Chicago is a major metropolis located on the shore of Lake Michigan in Illinois. It’s the third-largest city and metropolitan area in the United States, after New York and Los Angeles.
Progress and modernization rule in Chicago. The old Chicago with its smoke-spewing factories and quarreling politicians—not to mention machine gun-wielding gangsters—is mostly gone, having given way to a new Chicago. From the sternly classical to the space age, from the Gothic to the coolly modern, Chicago is a place with an embarrassment of architectural riches. Modern architecture was born here. Frank Lloyd Wright fans will swoon to see his earliest buildings here, where he began his professional career.
Chicago’s museums and cultural institutions are among the best in the world. Three of them are located within a short walk of each other in the Near South, on what is known as the museum campus, in a beautiful spot along the lake: the Adler Planetarium, with cool hands-on space exhibits and astronomy shows; the Field Museum; and the Shedd Aquarium, with the best collection of marine life east of California. A short distance away, on the South Chicago Shore, is the most fun of them all, the Museum of Science and Industry—or, as generations of Chicago-area grade school students know it, the best field trip ever.
In the Loop, the Art Institute of Chicago has a handful of iconic household names among an unrivaled collection of Impressionism, modern and classical art, and tons of historical artifacts. And in Lincoln Park, a short trip from the Loop, the cheerful (and free) Lincoln Park Zoo welcomes visitors every day of the week.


= EXERCISE REQUIREMENTS =
Images are to be left out when the records below are printed word for word.

##### RECORD EXTRACTS #####

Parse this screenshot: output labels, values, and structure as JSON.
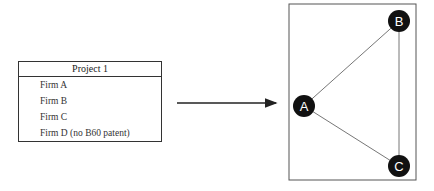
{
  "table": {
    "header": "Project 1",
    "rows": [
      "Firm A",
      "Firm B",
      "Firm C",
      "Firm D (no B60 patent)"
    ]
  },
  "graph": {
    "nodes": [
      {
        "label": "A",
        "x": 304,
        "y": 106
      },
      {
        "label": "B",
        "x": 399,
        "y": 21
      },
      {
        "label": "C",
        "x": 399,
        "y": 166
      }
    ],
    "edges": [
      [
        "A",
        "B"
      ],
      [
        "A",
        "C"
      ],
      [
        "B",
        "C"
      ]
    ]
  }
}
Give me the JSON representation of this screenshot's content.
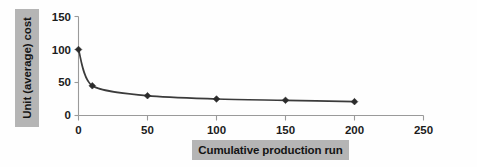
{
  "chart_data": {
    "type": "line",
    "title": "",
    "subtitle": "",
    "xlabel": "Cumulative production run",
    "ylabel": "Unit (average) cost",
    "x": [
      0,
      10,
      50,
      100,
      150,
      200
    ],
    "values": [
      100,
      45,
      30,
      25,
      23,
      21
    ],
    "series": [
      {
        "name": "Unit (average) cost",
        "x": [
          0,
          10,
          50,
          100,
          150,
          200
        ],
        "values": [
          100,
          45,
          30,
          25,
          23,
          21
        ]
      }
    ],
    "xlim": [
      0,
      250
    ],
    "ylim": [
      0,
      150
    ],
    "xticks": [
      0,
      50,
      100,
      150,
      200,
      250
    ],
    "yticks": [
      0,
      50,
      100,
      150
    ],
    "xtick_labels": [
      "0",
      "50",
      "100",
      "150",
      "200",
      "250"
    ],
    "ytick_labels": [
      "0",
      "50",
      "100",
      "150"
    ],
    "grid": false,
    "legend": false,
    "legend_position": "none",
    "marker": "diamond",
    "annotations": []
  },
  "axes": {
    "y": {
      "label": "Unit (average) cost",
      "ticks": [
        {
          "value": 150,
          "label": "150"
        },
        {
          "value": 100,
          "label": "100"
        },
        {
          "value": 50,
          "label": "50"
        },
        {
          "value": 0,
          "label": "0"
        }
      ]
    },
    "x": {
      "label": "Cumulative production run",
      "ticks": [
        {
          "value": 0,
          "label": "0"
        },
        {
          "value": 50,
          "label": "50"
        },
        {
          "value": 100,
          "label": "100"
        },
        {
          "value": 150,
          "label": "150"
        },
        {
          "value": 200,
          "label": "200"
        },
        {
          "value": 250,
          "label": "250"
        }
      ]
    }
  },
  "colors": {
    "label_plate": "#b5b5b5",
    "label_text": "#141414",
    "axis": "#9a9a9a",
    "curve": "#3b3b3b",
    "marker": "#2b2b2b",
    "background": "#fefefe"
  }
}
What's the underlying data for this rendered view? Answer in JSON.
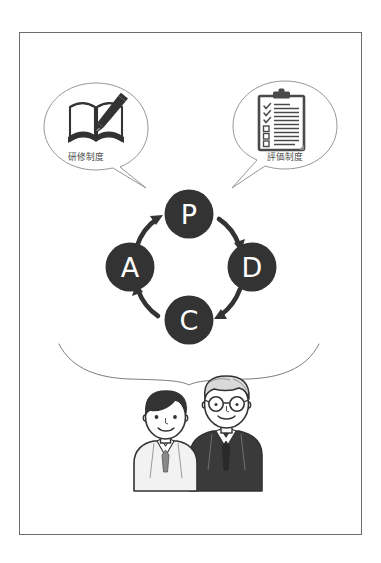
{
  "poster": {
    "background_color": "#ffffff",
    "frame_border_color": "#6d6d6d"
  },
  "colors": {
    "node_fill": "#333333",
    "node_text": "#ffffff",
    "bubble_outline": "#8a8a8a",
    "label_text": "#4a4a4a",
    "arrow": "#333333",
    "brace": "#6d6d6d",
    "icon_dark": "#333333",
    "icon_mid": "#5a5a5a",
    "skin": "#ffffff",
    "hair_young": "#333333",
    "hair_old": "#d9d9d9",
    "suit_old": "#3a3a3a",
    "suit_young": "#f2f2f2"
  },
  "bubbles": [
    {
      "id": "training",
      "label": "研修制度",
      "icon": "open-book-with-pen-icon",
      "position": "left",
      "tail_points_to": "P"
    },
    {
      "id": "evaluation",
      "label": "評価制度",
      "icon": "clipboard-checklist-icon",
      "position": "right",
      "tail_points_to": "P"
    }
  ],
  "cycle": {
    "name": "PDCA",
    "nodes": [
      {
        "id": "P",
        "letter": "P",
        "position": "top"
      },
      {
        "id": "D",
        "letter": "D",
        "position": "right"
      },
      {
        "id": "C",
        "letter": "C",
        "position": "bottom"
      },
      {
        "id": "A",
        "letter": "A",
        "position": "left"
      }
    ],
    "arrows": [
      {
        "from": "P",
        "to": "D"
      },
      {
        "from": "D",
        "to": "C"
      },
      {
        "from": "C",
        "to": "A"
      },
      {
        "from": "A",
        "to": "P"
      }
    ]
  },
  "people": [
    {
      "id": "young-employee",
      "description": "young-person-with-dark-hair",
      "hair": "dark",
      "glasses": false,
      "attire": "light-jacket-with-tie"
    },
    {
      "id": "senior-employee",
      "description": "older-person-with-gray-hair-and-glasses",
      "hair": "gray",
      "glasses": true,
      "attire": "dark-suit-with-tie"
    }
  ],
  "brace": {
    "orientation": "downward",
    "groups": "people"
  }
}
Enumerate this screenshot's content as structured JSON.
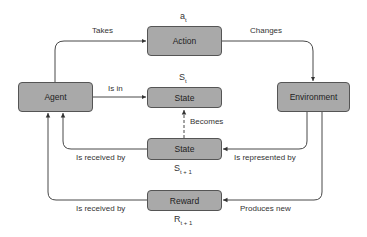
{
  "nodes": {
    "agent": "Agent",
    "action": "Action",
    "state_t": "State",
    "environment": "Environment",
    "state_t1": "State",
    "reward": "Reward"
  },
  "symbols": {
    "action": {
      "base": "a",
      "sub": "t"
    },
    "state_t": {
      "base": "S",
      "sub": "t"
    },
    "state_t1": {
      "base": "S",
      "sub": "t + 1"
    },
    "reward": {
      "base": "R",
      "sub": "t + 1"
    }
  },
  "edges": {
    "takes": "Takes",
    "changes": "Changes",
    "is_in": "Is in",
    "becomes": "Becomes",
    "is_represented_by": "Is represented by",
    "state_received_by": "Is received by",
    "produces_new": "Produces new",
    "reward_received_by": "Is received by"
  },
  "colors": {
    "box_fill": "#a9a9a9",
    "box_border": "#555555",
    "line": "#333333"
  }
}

#####

= REPLY =
Parse this screenshot: output labels, values, and structure as JSON.
{
  "table": {
    "header": "Project 1",
    "rows": [
      "Firm A",
      "Firm B",
      "Firm C",
      "Firm D (no B60 patent)"
    ]
  },
  "graph": {
    "nodes": [
      {
        "label": "A",
        "x": 304,
        "y": 106
      },
      {
        "label": "B",
        "x": 399,
        "y": 21
      },
      {
        "label": "C",
        "x": 399,
        "y": 166
      }
    ],
    "edges": [
      [
        "A",
        "B"
      ],
      [
        "A",
        "C"
      ],
      [
        "B",
        "C"
      ]
    ]
  }
}
Give me the JSON representation of this screenshot's content.
{
  "chart_data": {
    "type": "line",
    "title": "",
    "subtitle": "",
    "xlabel": "Cumulative production run",
    "ylabel": "Unit (average) cost",
    "x": [
      0,
      10,
      50,
      100,
      150,
      200
    ],
    "values": [
      100,
      45,
      30,
      25,
      23,
      21
    ],
    "series": [
      {
        "name": "Unit (average) cost",
        "x": [
          0,
          10,
          50,
          100,
          150,
          200
        ],
        "values": [
          100,
          45,
          30,
          25,
          23,
          21
        ]
      }
    ],
    "xlim": [
      0,
      250
    ],
    "ylim": [
      0,
      150
    ],
    "xticks": [
      0,
      50,
      100,
      150,
      200,
      250
    ],
    "yticks": [
      0,
      50,
      100,
      150
    ],
    "xtick_labels": [
      "0",
      "50",
      "100",
      "150",
      "200",
      "250"
    ],
    "ytick_labels": [
      "0",
      "50",
      "100",
      "150"
    ],
    "grid": false,
    "legend": false,
    "legend_position": "none",
    "marker": "diamond",
    "annotations": []
  },
  "axes": {
    "y": {
      "label": "Unit (average) cost",
      "ticks": [
        {
          "value": 150,
          "label": "150"
        },
        {
          "value": 100,
          "label": "100"
        },
        {
          "value": 50,
          "label": "50"
        },
        {
          "value": 0,
          "label": "0"
        }
      ]
    },
    "x": {
      "label": "Cumulative production run",
      "ticks": [
        {
          "value": 0,
          "label": "0"
        },
        {
          "value": 50,
          "label": "50"
        },
        {
          "value": 100,
          "label": "100"
        },
        {
          "value": 150,
          "label": "150"
        },
        {
          "value": 200,
          "label": "200"
        },
        {
          "value": 250,
          "label": "250"
        }
      ]
    }
  },
  "colors": {
    "label_plate": "#b5b5b5",
    "label_text": "#141414",
    "axis": "#9a9a9a",
    "curve": "#3b3b3b",
    "marker": "#2b2b2b",
    "background": "#fefefe"
  }
}
What's the underlying data for this rendered view? Answer in JSON.
{
  "poster": {
    "background_color": "#ffffff",
    "frame_border_color": "#6d6d6d"
  },
  "colors": {
    "node_fill": "#333333",
    "node_text": "#ffffff",
    "bubble_outline": "#8a8a8a",
    "label_text": "#4a4a4a",
    "arrow": "#333333",
    "brace": "#6d6d6d",
    "icon_dark": "#333333",
    "icon_mid": "#5a5a5a",
    "skin": "#ffffff",
    "hair_young": "#333333",
    "hair_old": "#d9d9d9",
    "suit_old": "#3a3a3a",
    "suit_young": "#f2f2f2"
  },
  "bubbles": [
    {
      "id": "training",
      "label": "研修制度",
      "icon": "open-book-with-pen-icon",
      "position": "left",
      "tail_points_to": "P"
    },
    {
      "id": "evaluation",
      "label": "評価制度",
      "icon": "clipboard-checklist-icon",
      "position": "right",
      "tail_points_to": "P"
    }
  ],
  "cycle": {
    "name": "PDCA",
    "nodes": [
      {
        "id": "P",
        "letter": "P",
        "position": "top"
      },
      {
        "id": "D",
        "letter": "D",
        "position": "right"
      },
      {
        "id": "C",
        "letter": "C",
        "position": "bottom"
      },
      {
        "id": "A",
        "letter": "A",
        "position": "left"
      }
    ],
    "arrows": [
      {
        "from": "P",
        "to": "D"
      },
      {
        "from": "D",
        "to": "C"
      },
      {
        "from": "C",
        "to": "A"
      },
      {
        "from": "A",
        "to": "P"
      }
    ]
  },
  "people": [
    {
      "id": "young-employee",
      "description": "young-person-with-dark-hair",
      "hair": "dark",
      "glasses": false,
      "attire": "light-jacket-with-tie"
    },
    {
      "id": "senior-employee",
      "description": "older-person-with-gray-hair-and-glasses",
      "hair": "gray",
      "glasses": true,
      "attire": "dark-suit-with-tie"
    }
  ],
  "brace": {
    "orientation": "downward",
    "groups": "people"
  }
}
Enumerate this screenshot's content as structured JSON.
{
  "nodes": {
    "agent": "Agent",
    "action": "Action",
    "state_t": "State",
    "environment": "Environment",
    "state_t1": "State",
    "reward": "Reward"
  },
  "symbols": {
    "action": {
      "base": "a",
      "sub": "t"
    },
    "state_t": {
      "base": "S",
      "sub": "t"
    },
    "state_t1": {
      "base": "S",
      "sub": "t + 1"
    },
    "reward": {
      "base": "R",
      "sub": "t + 1"
    }
  },
  "edges": {
    "takes": "Takes",
    "changes": "Changes",
    "is_in": "Is in",
    "becomes": "Becomes",
    "is_represented_by": "Is represented by",
    "state_received_by": "Is received by",
    "produces_new": "Produces new",
    "reward_received_by": "Is received by"
  },
  "colors": {
    "box_fill": "#a9a9a9",
    "box_border": "#555555",
    "line": "#333333"
  }
}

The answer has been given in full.